In his prepared statement, Walker said he had taken a gun and went hunting after an argument with his father. When he came back into the house, the argument continued.

"The next thing I know, I have the gun back in my hands and I have it pointed at the back of my Dad's head," Walker said. "I did not plan to kill him. I just sat there on the bed and the anger and frustration just kept growing inside me."

Weddle ordered Walker incarcerated by the Kentucky Department of Juvenile Justice until he turns 18 on Dec. 27. At that time, the judge said, Walker will be placed in an adult prison.

Peterson, 55, had been a full-time faculty member at Lindsey Wilson College, a four-year private liberal arts school in Columbia. Brian Walker, 54, had served in the Peace Corps and co-founded the Knifley volunteer fire department.

Manning Walker, 20, Blake's only sibling, was away at Hanover College in Indiana at the time of the shootings.

Walker's defense attorney, Theresa Whitaker, said she had not uncovered any history of mental illness.

She said she also turned up no evidence that his parents mistreated him.

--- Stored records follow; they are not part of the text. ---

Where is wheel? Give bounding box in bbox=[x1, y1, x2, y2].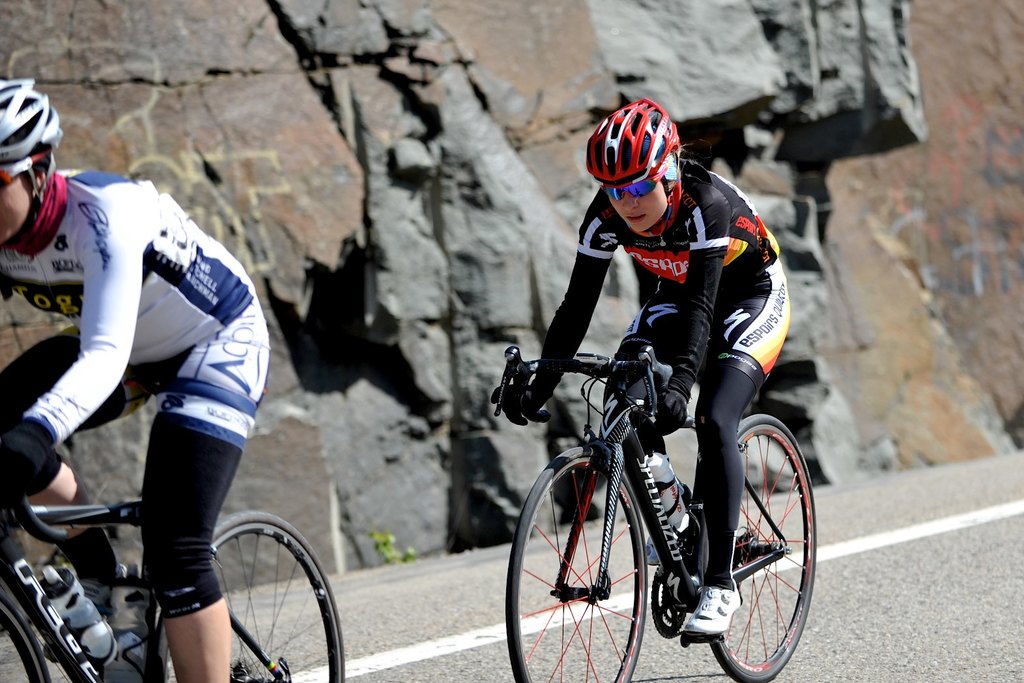
bbox=[691, 412, 820, 682].
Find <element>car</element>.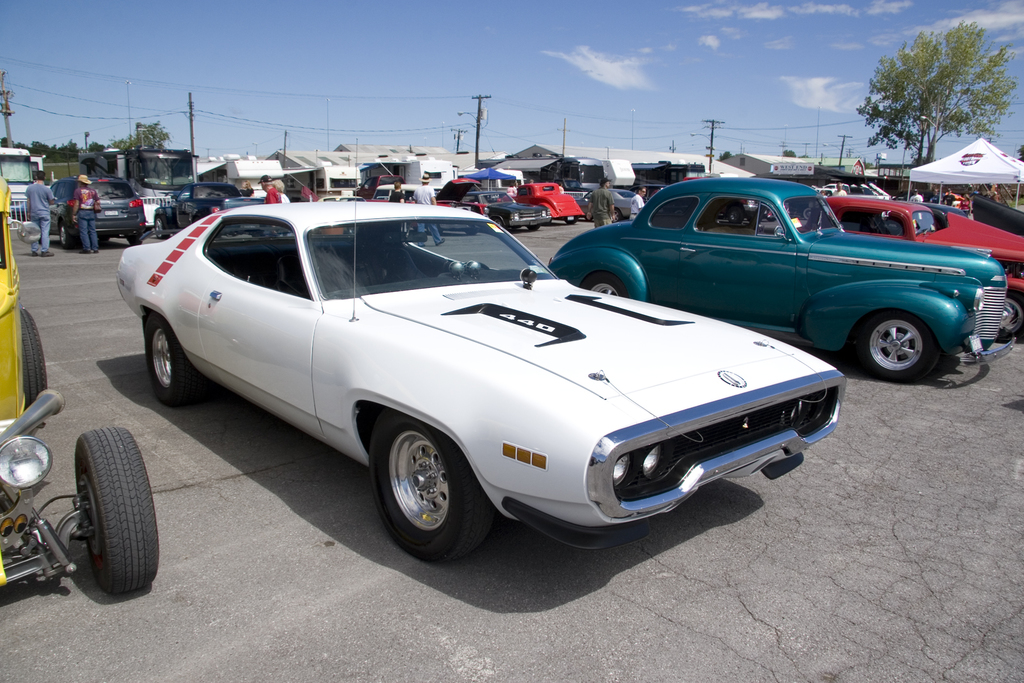
pyautogui.locateOnScreen(819, 189, 1023, 317).
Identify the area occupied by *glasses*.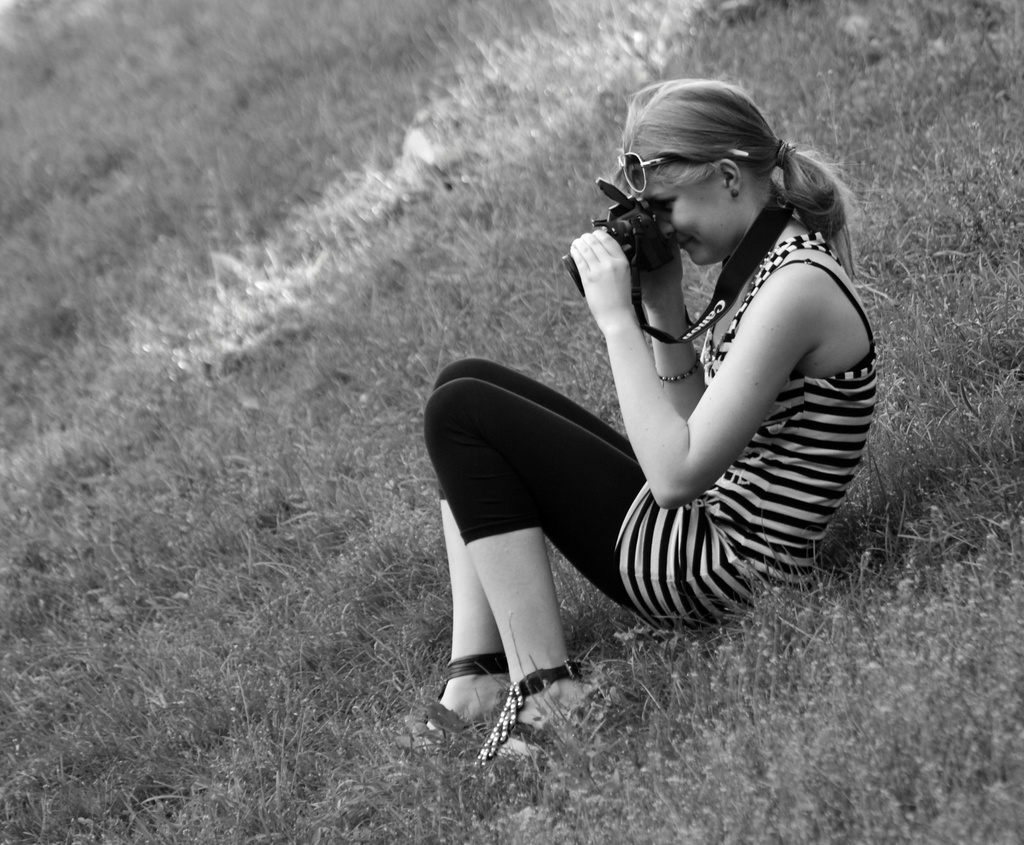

Walker said in his statement that his relationship with his father had always been strained.

"My father never physically abused me," he said. "I can only remember being spanked on one or two occasions. However, the verbal tirades started early in my life and had become almost a daily occurrence during the last six months before the shootings occurred. ... The yelling would go on constantly for several minutes. And then 10 minutes later, he would be calm and act like nothing ever occurred."

Walker said his suspension from school and a subsequent arrest for drunken driving had further strained his relationship with his father.

Walker concluded his statement by saying he has no way to explain why he killed his parents.

"I am so sorry," he said. "I felt so helpless and hopeless that I just went off. I have never been like I was that night, not before then or since. I have always been a calm and collected person, who didn't do things out of anger. I have never let my emotions get so out of hand. I had never even thought about doing anything like I did before that night. I am sorry."